Photos display borough’s creativity at Freedman Home
The arts came uptown to the historic Andrew Freedman Home on the Grand Concourse last weekend, giving the public a taste of the Bronx’s creative side.
On Sept. 13, The Bronx Artist Documentary Project was unveiled after a year of preparation. The exhibit features the work of 80 visual artists and 30 photographers from across the borough. Its organizers say they hope it will create connections between other Bronx artists who rarely get a chance to meet.
The exhibit, which is being curated by the Melrose-based Bronx Documentary Center in collaboration with the Bronx Artists Collective, showcases 100 photos of artists at work, snapped by local photographers.
“This project was an attempt to connect with whomever was around, to learn about them and to offer an opportunity for people to connect with each other,” said Riverdale-based painter Daniel Hauben, who is directing the exhibit. Hauben said he has long been curious about how other creative minds in the borough’s neighborhoods worked, but that he had had few occasions to meet his fellow artists to find out.
“For several decades, I felt I was living and working in the Bronx in relative isolation and wondered who was out there,” he added.
A common challenge many of the borough’s artists face is the lack of reliable public transportation between the Bronx’s eastern and western ends.
“Before this project, we knew some artists that live in their isolated world and didn’t know that many artists,” said Judith Lane, who helped coordinate the exhibit.
Along with bringing the artists together, another of the project’s objectives is to highlight their diversity, and the differing techniques they use. Cuban artist Alexis Mendoza, who has been working in the Bronx for the last 18 years, said it’s a great idea.
“We work separately and most of the time we don’t know what each of us is doing. This [project] brings all the artists together from different ages, techniques, styles and lines of work,” he said.
For more than eleven months, photographers visited the homes and studios of their colleagues to gain a better understanding of how they hone their craft, to “create a window into the world of the artist that the public doesn’t get to see,” Lane explained. The photos serve both to help viewers see how the artists worked to realize their vision, and to help them put faces to the names of the artists.
Working with a photographer provided painter and muralist Dennessa Usher the “chance to see them at work trying to capture the moment,” while opening her eyes to other perspectives.
For the photographers as well, the process helped create a bridge.
“You never get to see the whole journey, and the journey is the interesting part,” said photographer Adi Talwar.
The participating artists and photographers were not the only ones struck by the wide range of styles and backgrounds on display. Co-op City resident Amilia Zaino, 24, found that the exhibit helped show that the borough’s artist community is more diverse than many outsiders realize.
“It shows we are from all over the place,” she said.
The Bronx Artist Documentary Project runs through October 8 at the Andrew Freedman Home at 1125 Grand Concourse. Admission is free.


**ASSIGNMENT**
In the entries that follow, the line with "is (577, 1194)." opens the range and the line with "Image resolution: width=633" closes it; repeat that range exactly, both lines included.

**INFORMATION**
--------

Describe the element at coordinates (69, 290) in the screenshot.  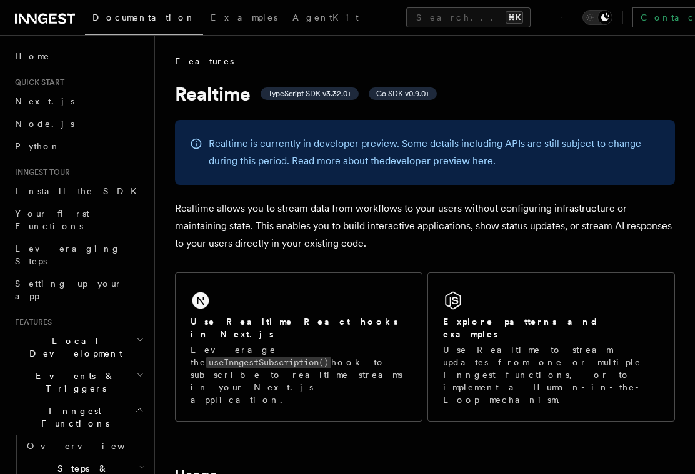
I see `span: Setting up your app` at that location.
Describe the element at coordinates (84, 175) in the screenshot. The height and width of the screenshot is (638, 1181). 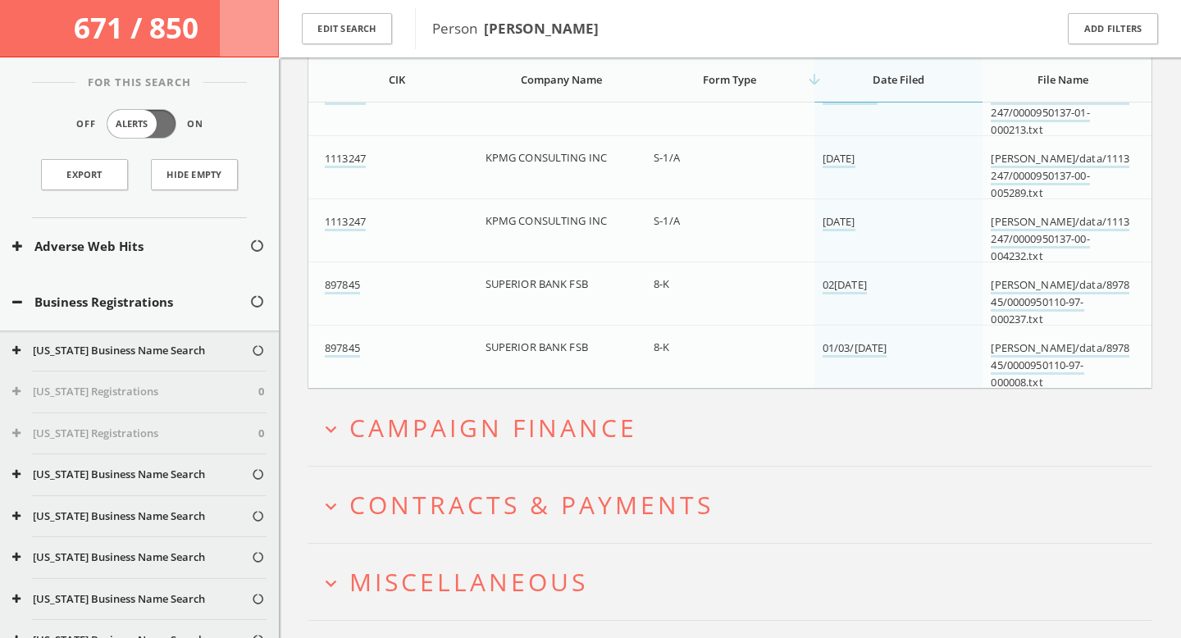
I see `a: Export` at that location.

--------

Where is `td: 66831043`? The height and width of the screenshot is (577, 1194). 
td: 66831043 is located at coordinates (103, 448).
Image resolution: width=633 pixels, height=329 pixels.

--------

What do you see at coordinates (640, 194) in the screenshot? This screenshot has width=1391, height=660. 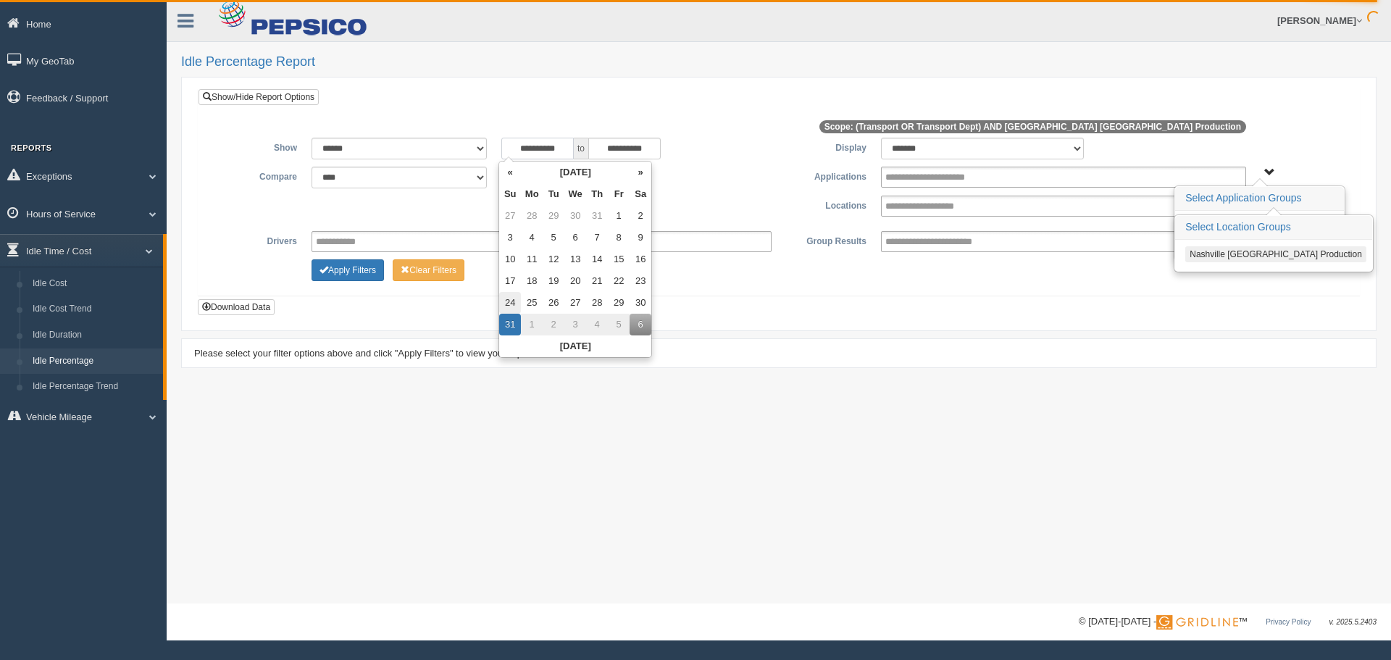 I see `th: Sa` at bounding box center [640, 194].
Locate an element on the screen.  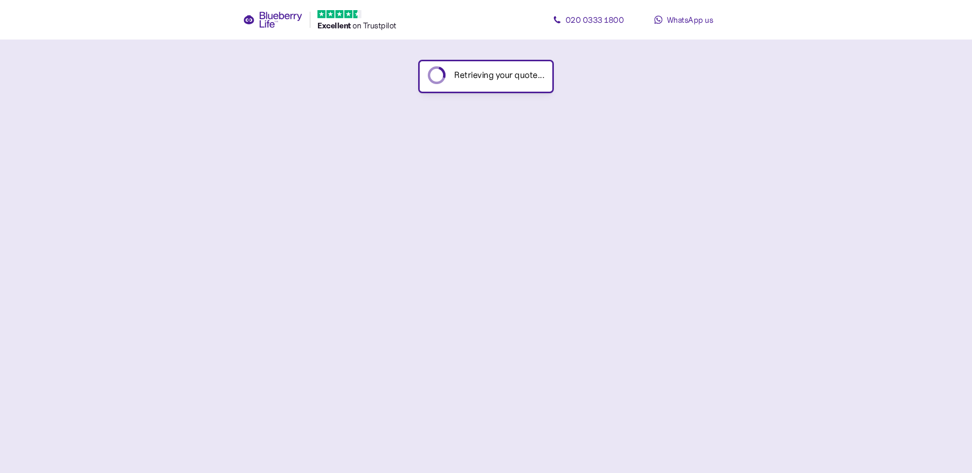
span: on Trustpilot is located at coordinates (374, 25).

--------

**RESPONSE BELOW**
Where is `td: 66831043`? The height and width of the screenshot is (577, 1194). 
td: 66831043 is located at coordinates (103, 448).
Image resolution: width=633 pixels, height=329 pixels.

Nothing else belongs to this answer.